Sunday 11 September 2011

US Diplomacy in the wake of Wikileaks?

Ambassador Ray Charles recently remarked that he had a writing quota of 1000 words a day. It seems US diplomats have an addiction to pens (err keyboards) and will write anything to fulfil their quotas.

They will write reports about anything and everything. The unpleasant side effect of this excessive report writing is that people who thought they were in informal meetings with US officials, have been surprised to find their names popping up in the formal US reports released by Wikileaks.

A Thai diplomat complained that an informal lunch meeting with a US official several years ago meant that his name appeared in a formal US report.

One wonders whether US diplomats should now be treated like lepers. Avoid them in case your name ends popping up where you don't want it to pop up.

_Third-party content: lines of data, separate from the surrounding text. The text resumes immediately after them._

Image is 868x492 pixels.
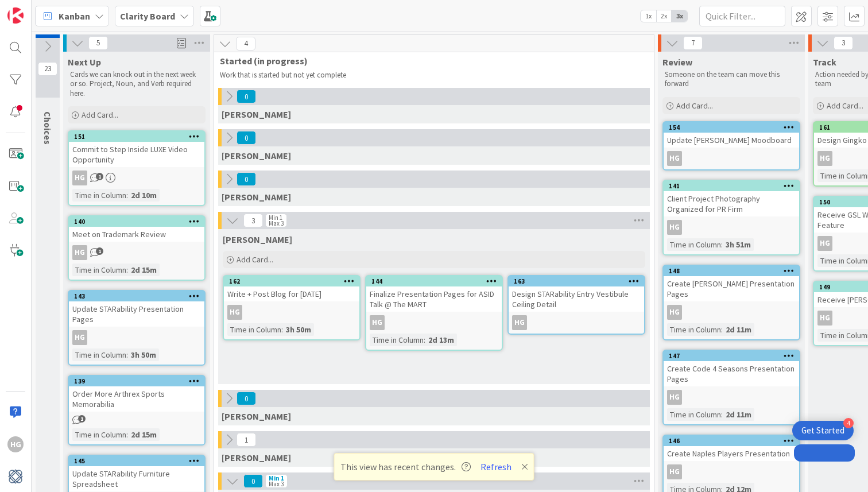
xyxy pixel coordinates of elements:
span: : [126,348,128,361]
div: 140Meet on Trademark Review [69,216,204,241]
div: HG [227,305,242,320]
input: Quick Filter... [699,6,785,27]
div: 163Design STARability Entry Vestibule Ceiling Detail [508,276,643,312]
a: 139Order More Arthrex Sports MemorabiliaTime in Column:2d 15m [68,375,205,446]
div: 148 [669,267,799,275]
span: 0 [236,89,256,104]
span: : [126,429,128,441]
div: Time in Column [667,323,721,336]
div: HG [73,246,88,260]
div: Time in Column [73,264,126,276]
div: 148 [664,266,799,276]
div: Min 1 [269,215,282,221]
div: 163 [508,276,643,287]
div: 147Create Code 4 Seasons Presentation Pages [664,351,799,387]
div: Time in Column [227,323,281,336]
div: Create Naples Players Presentation [664,446,799,461]
div: 148Create [PERSON_NAME] Presentation Pages [664,266,799,302]
div: HG [664,220,799,235]
span: Walter [221,411,291,422]
div: 145 [74,457,204,465]
span: Next Up [68,56,101,68]
div: Time in Column [667,238,721,251]
div: 3h 50m [283,323,314,336]
div: HG [667,305,682,320]
div: HG [69,170,204,185]
span: 3 [244,214,263,227]
a: 144Finalize Presentation Pages for ASID Talk @ The MARTHGTime in Column:2d 13m [365,275,502,351]
div: HG [73,330,88,345]
span: Philip [221,452,291,464]
div: 141 [669,182,799,190]
span: Hannah [223,234,292,246]
span: Track [813,56,836,68]
a: 162Write + Post Blog for [DATE]HGTime in Column:3h 50m [223,275,361,341]
div: 151Commit to Step Inside LUXE Video Opportunity [69,131,204,167]
div: Max 3 [269,481,284,487]
div: 4 [843,418,853,429]
div: Design STARability Entry Vestibule Ceiling Detail [508,287,643,312]
div: 163 [513,277,643,286]
span: : [126,189,128,201]
div: Meet on Trademark Review [69,227,204,241]
p: Work that is started but not yet complete [220,71,640,80]
div: Write + Post Blog for [DATE] [224,287,359,302]
div: 2d 10m [128,189,159,201]
span: 3 [833,36,853,50]
span: Add Card... [82,109,119,120]
div: 3h 50m [128,348,159,361]
span: Add Card... [236,255,273,265]
a: 147Create Code 4 Seasons Presentation PagesHGTime in Column:2d 11m [662,350,800,425]
div: HG [817,236,832,251]
span: 23 [38,62,58,76]
span: Add Card... [826,100,863,111]
div: 2d 11m [723,408,754,421]
div: Create [PERSON_NAME] Presentation Pages [664,276,799,302]
div: Time in Column [73,189,126,201]
div: 146Create Naples Players Presentation [664,436,799,461]
div: 145Update STARability Furniture Spreadsheet [69,456,204,492]
span: 0 [244,474,263,488]
a: 148Create [PERSON_NAME] Presentation PagesHGTime in Column:2d 11m [662,265,800,341]
a: 141Client Project Photography Organized for PR FirmHGTime in Column:3h 51m [662,180,800,256]
img: Visit kanbanzone.com [8,8,23,23]
span: Choices [42,111,53,145]
p: Cards we can knock out in the next week or so. Project, Noun, and Verb required here. [70,70,203,99]
span: 0 [236,392,256,405]
div: 139Order More Arthrex Sports Memorabilia [69,376,204,412]
div: Max 3 [269,221,284,226]
div: Get Started [801,425,844,437]
span: 1x [640,10,656,22]
div: HG [69,246,204,260]
span: 7 [683,36,703,50]
span: This view has recent changes. [341,460,471,474]
p: Someone on the team can move this forward [664,70,798,89]
div: Min 1 [269,475,284,481]
span: 3x [671,10,687,22]
div: HG [667,390,682,405]
div: 139 [74,378,204,385]
div: HG [69,330,204,345]
span: Lisa T. [221,150,291,161]
a: 143Update STARability Presentation PagesHGTime in Column:3h 50m [68,290,205,366]
div: HG [224,305,359,320]
span: : [721,323,723,336]
div: 154 [669,124,799,131]
div: 154 [664,122,799,133]
div: HG [366,315,502,330]
span: 1 [236,433,256,447]
div: 2d 11m [723,323,754,336]
div: 147 [669,352,799,360]
div: 140 [74,218,204,226]
b: Clarity Board [120,10,175,22]
div: 162 [229,277,359,286]
div: 146 [664,436,799,446]
span: 1 [96,247,103,255]
div: 2d 13m [425,333,457,347]
div: 151 [74,133,204,140]
div: HG [667,151,682,166]
div: 144 [366,276,502,287]
div: 143Update STARability Presentation Pages [69,292,204,327]
div: HG [664,305,799,320]
div: Time in Column [370,333,423,347]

Secondly I don't understand the logic of meeting people informally when they are not prepared to meet some of them formally. Take for example Zimbabwe's case. Over the years US diplomats have been meeting Zanu-PF officials informally and ended up being told a range of opinions and predictions none of which had anything to do with Zanu-PF's official positions.

Instead of ending up with valuable insider intelligence it looks like the US ended up mostly with dud information. As a result US policy in Zimbabwe can hardly be said to have been a success. They ended up backing a lame Prime Minister while Zanu-PF 'hard-liners' continued to exercise the real power.

Could this have been avoided if they had taken official positions more seriously? Could it be that the US diplomats were being deliberately misled, by the informal contacts they sought? I don't know the answers, and I doubt that anyone in the US diplomatic corps does either.

People who know Zimbabweans society inside out would have told you that the influence of the highly respected liberation war cadre was not about to wane and could definitely now be switched off overnight. Back when I was still writing blogs for the now defunct The Zimbabwe Times, I was among the first to predict that the MDC could not rule without the backing of the military.

Look at the size of Mujuru's funeral. That alone tells you that there are millions of ordinary people out there who care about what General Mujuru did for the country. That is helping get rid of the yoke of cruel racist colonialism.

Then the MDC almost totally ignored the existence of the military. Now they are trying to fashion a relationship of sorts with the military but I believe it is now too late for it to make much of a difference. If fact rather than build alliances and mutual respect, they are calling for 'security sector reform' which suggests they still don't have meaningful influence on or from the military.

The MDC strategy in Zimbabwe was not well thought out from the beginning. It was and largely still is a hodge-podge collection of opportunistic interests only united by their common abhorrence of Mugabe.